Event
Colloquium: Making the Present with the More Than Human Gobi Desert
Matthew King (UC Riverside)
The Gobi is not a consensual idea. It is a contrarian stage of desire and repulsion, of mobility and
obstruction. Forged in the negative space of sea, sky, and land, the material Gobi has long been a membrane of past
and the present; so much sand blowing and settling atop the longue durée of its ecology. How were those who sought to
overcome the absence that marks its vast topography—whether Buddhist philosophers or paleontologists, prophets or botanists, tantric hermits or archaeologists—made anew in time by working with and through the planes of its geologic media? This talk considers excavatory logics and Gobi-bounded knowledge that led to radical new models of planetary thinking across Eurasia and North America during the long nineteenth century.

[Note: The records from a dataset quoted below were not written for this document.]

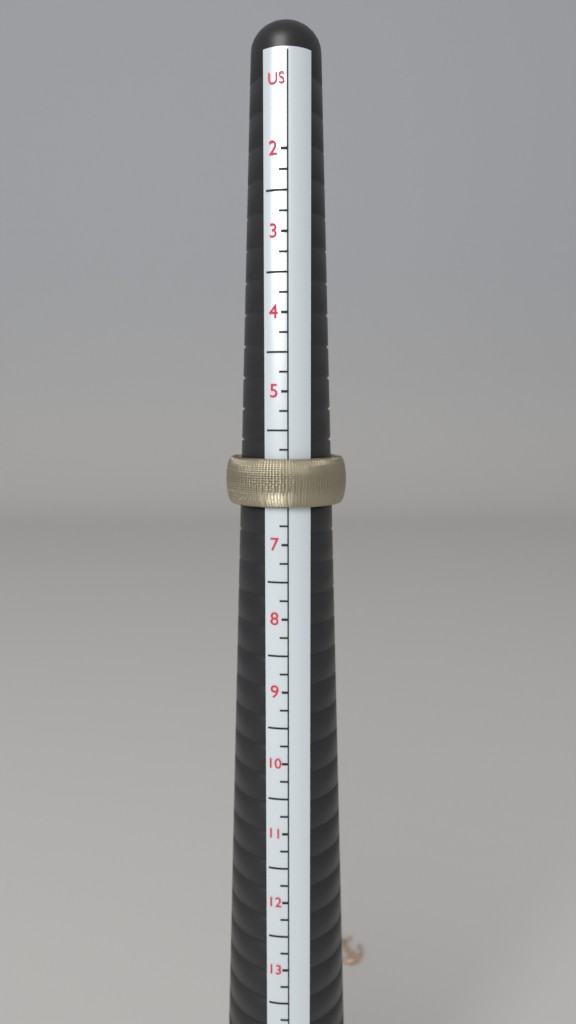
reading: 6.50 US
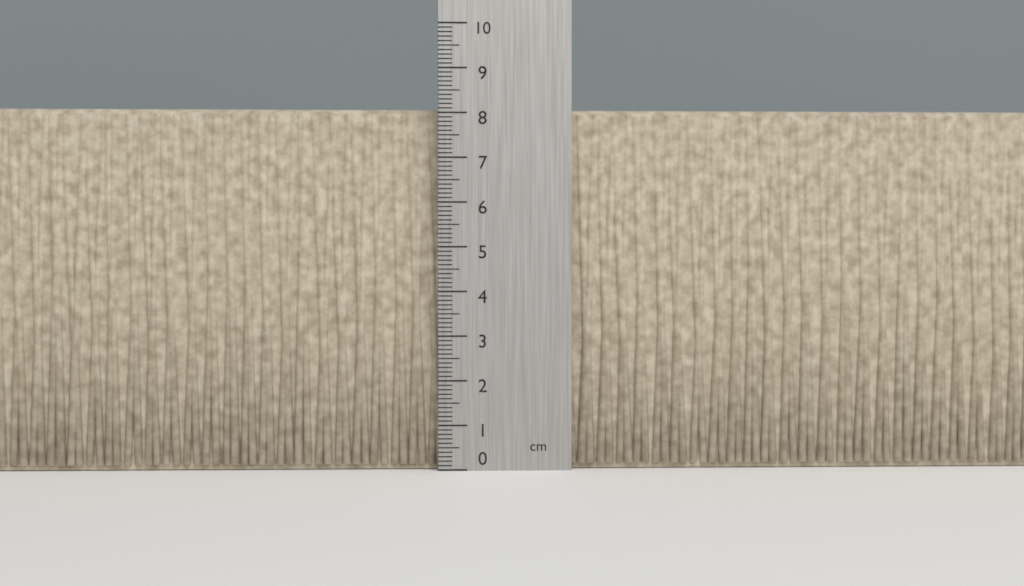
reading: 8.1 cm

Matthew King is Associate Professor in Transnational Buddhism in the Department of Religious Studies at the University of California, Riverside. He also currently serves as Director of Asian Studies. He is interested in the social history of knowledge along the Tibet-Mongol interface during the late-and post-imperial periods. From that perspective, he explores the Eurasianist circulation of science, nationalism, and the humanities. He has contributed chapters to several volumes dedicated to Buddhism in Inner Asia. His articles appear in The Journal of the American Academy of Religion, History and Anthropology, Himalaya, The Journal of Religion and Violence, The Oxford Handbooks in Religion, Rocznik Orientalistyczny, and the Oxford Research Encyclopedia of Religion. His most recent book is Ocean of Milk, Ocean of Blood: A Mongolian Monk in the Ruins of the Qing Empire (2019) and is published by Columbia University Press.